Of the 8.3 billion metric tons of plastics generated since 1950, 79 percent of it has ended up in landfills and ecosystems. That adds up to more than 6.5 billion tons of plastics left to persist for hundreds or thousands of years in waterways and on land. Linda Broadbelt, Northwestern University’s Associate Dean for Research at the McCormick School of Engineering and Applied Science and Sarah Rebecca Roland Professor of Chemical and Biological Engineering, is seeking alternate means of disposal for plastics.
Broadbelt, who has been teaching at Northwestern for almost 25 years, works in complex kinetics modeling. In other words, she looks at large networks of reactions and attempts to create a quantitative description so researchers can better understand how these complex reacting systems behave. The computational approaches that she develops and applies can be used to suggest chemical strategies for the purposeful degradation of plastics to recover fuels and chemicals or to explain what happens to plastics when they degrade due to environmental exposure.
Broadbelt is one of the collaborators on the Program on Plastics, Ecosystems, and Public Health, a new initiative at the Institute for Sustainability and Energy at Northwestern (ISEN). The Program aims to address and find scalable solutions to the problem of global use and accumulation of plastics. To do so, it takes a multidisciplinary approach, bringing together a network of researchers and professionals to focus on three intersecting research areas: material and product innovation; air, land and water ecosystem dynamics; and public health impacts.
Earlier in her career, Broadbelt looked at the thermal degradation of plastics. “We were looking into heating polymers and waste plastics up to high temperatures in the absence of oxygen to turn them into usable fuels and chemicals,” explains Broadbelt.
This is known as tertiary recycling. Whereas primary recycling would be, for example, reusing milk jugs and secondary recycling would be reusing the materials to create a new product for a less demanding application, tertiary recycling involves breaking down plastics into small molecules to create fuels and chemicals.
“I would like to take another look at tertiary recycling because the computational methods that we use to model these kinds of complex reaction systems have continued to improve over the years,” says Broadbelt. “I think we could make even greater headway on the topic now.”
According to Broadbelt, the recycling of plastics for fuel was a prominent topic in the early ‘90s, but due to the emergence of biomass conversion as a competing technology and the fall in the price of oil from petroleum refining, tertiary recycling of plastics became less relevant. Now, she believes that plastics are back in the public spotlight due to a new generation of people concerned over the preservation of the planet.
“I am always interested in working on research problems that students are very passionate about and leading the next generation of scientists needed to solve the next generation of problems,” says Broadbelt. “I think this program resonates with students.”
For her, the ISEN Program acts as a means for researchers passionate about plastics to come together in collaboration. With expertise in a variety of skills, these researchers are able to approach the plastics problem from all different angles.
“I appreciate that ISEN put together teams to tackle plastics,” says Broadbelt. “ISEN has been instrumental in introducing me to fellow researchers such as those at Argonne National Laboratory and elsewhere who are all thinking about solutions to the global plastics problem.”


:: What is expected ::
Please give an exact printout of the records, without any pictures.

:: Records shown ::

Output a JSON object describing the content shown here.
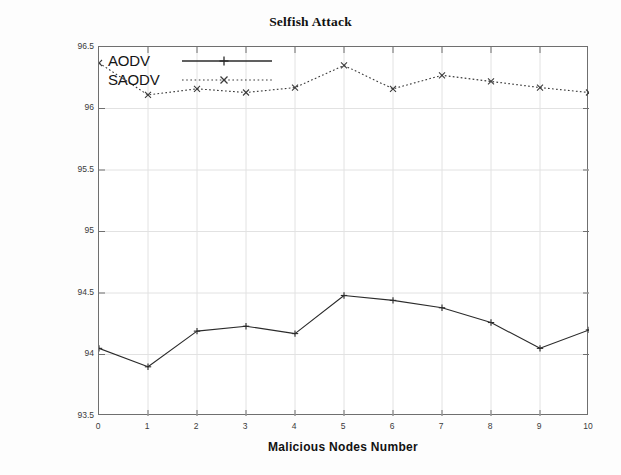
{
  "chart_data": {
    "type": "line",
    "title": "Selfish Attack",
    "xlabel": "Malicious Nodes Number",
    "ylabel": "Packet Delivery Ratio (PDR)",
    "x": [
      0,
      1,
      2,
      3,
      4,
      5,
      6,
      7,
      8,
      9,
      10
    ],
    "xtick_labels": [
      "0",
      "1",
      "2",
      "3",
      "4",
      "5",
      "6",
      "7",
      "8",
      "9",
      "10"
    ],
    "ytick_labels": [
      "93.5",
      "94",
      "94.5",
      "95",
      "95.5",
      "96",
      "96.5"
    ],
    "yticks": [
      93.5,
      94,
      94.5,
      95,
      95.5,
      96,
      96.5
    ],
    "xlim": [
      0,
      10
    ],
    "ylim": [
      93.5,
      96.5
    ],
    "grid": true,
    "legend_position": "top-left",
    "series": [
      {
        "name": "AODV",
        "linestyle": "solid",
        "marker": "plus",
        "color": "#2b2b2b",
        "values": [
          94.05,
          93.9,
          94.19,
          94.23,
          94.17,
          94.48,
          94.44,
          94.38,
          94.26,
          94.05,
          94.2
        ]
      },
      {
        "name": "SAODV",
        "linestyle": "dotted",
        "marker": "cross",
        "color": "#3a3a3a",
        "values": [
          96.37,
          96.11,
          96.16,
          96.13,
          96.17,
          96.35,
          96.16,
          96.27,
          96.22,
          96.17,
          96.13
        ]
      }
    ]
  },
  "figure": {
    "title": "Selfish Attack",
    "xlabel": "Malicious Nodes Number",
    "ylabel": "Packet Delivery Ratio (PDR)"
  },
  "legend": {
    "items": [
      {
        "label": "AODV",
        "sample_icon": "solid-line-plus-marker"
      },
      {
        "label": "SAODV",
        "sample_icon": "dotted-line-cross-marker"
      }
    ]
  },
  "colors": {
    "axis": "#6f6f6f",
    "grid": "#e2e2e2",
    "aodv": "#2b2b2b",
    "saodv": "#3a3a3a",
    "background": "#fdfdfd",
    "plot_background": "#ffffff"
  }
}
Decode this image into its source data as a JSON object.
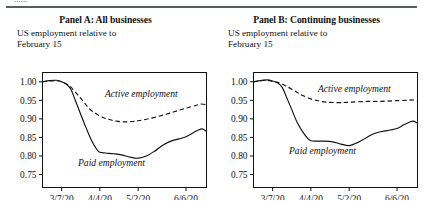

:: Solved exercise ::
Output a JSON object describing the content shown here.
{
  "chart_data": {
    "type": "line",
    "title": "Selfish Attack",
    "xlabel": "Malicious Nodes Number",
    "ylabel": "Packet Delivery Ratio (PDR)",
    "x": [
      0,
      1,
      2,
      3,
      4,
      5,
      6,
      7,
      8,
      9,
      10
    ],
    "xtick_labels": [
      "0",
      "1",
      "2",
      "3",
      "4",
      "5",
      "6",
      "7",
      "8",
      "9",
      "10"
    ],
    "ytick_labels": [
      "93.5",
      "94",
      "94.5",
      "95",
      "95.5",
      "96",
      "96.5"
    ],
    "yticks": [
      93.5,
      94,
      94.5,
      95,
      95.5,
      96,
      96.5
    ],
    "xlim": [
      0,
      10
    ],
    "ylim": [
      93.5,
      96.5
    ],
    "grid": true,
    "legend_position": "top-left",
    "series": [
      {
        "name": "AODV",
        "linestyle": "solid",
        "marker": "plus",
        "color": "#2b2b2b",
        "values": [
          94.05,
          93.9,
          94.19,
          94.23,
          94.17,
          94.48,
          94.44,
          94.38,
          94.26,
          94.05,
          94.2
        ]
      },
      {
        "name": "SAODV",
        "linestyle": "dotted",
        "marker": "cross",
        "color": "#3a3a3a",
        "values": [
          96.37,
          96.11,
          96.16,
          96.13,
          96.17,
          96.35,
          96.16,
          96.27,
          96.22,
          96.17,
          96.13
        ]
      }
    ]
  },
  "figure": {
    "title": "Selfish Attack",
    "xlabel": "Malicious Nodes Number",
    "ylabel": "Packet Delivery Ratio (PDR)"
  },
  "legend": {
    "items": [
      {
        "label": "AODV",
        "sample_icon": "solid-line-plus-marker"
      },
      {
        "label": "SAODV",
        "sample_icon": "dotted-line-cross-marker"
      }
    ]
  },
  "colors": {
    "axis": "#6f6f6f",
    "grid": "#e2e2e2",
    "aodv": "#2b2b2b",
    "saodv": "#3a3a3a",
    "background": "#fdfdfd",
    "plot_background": "#ffffff"
  }
}
Decode this image into its source data as a JSON object.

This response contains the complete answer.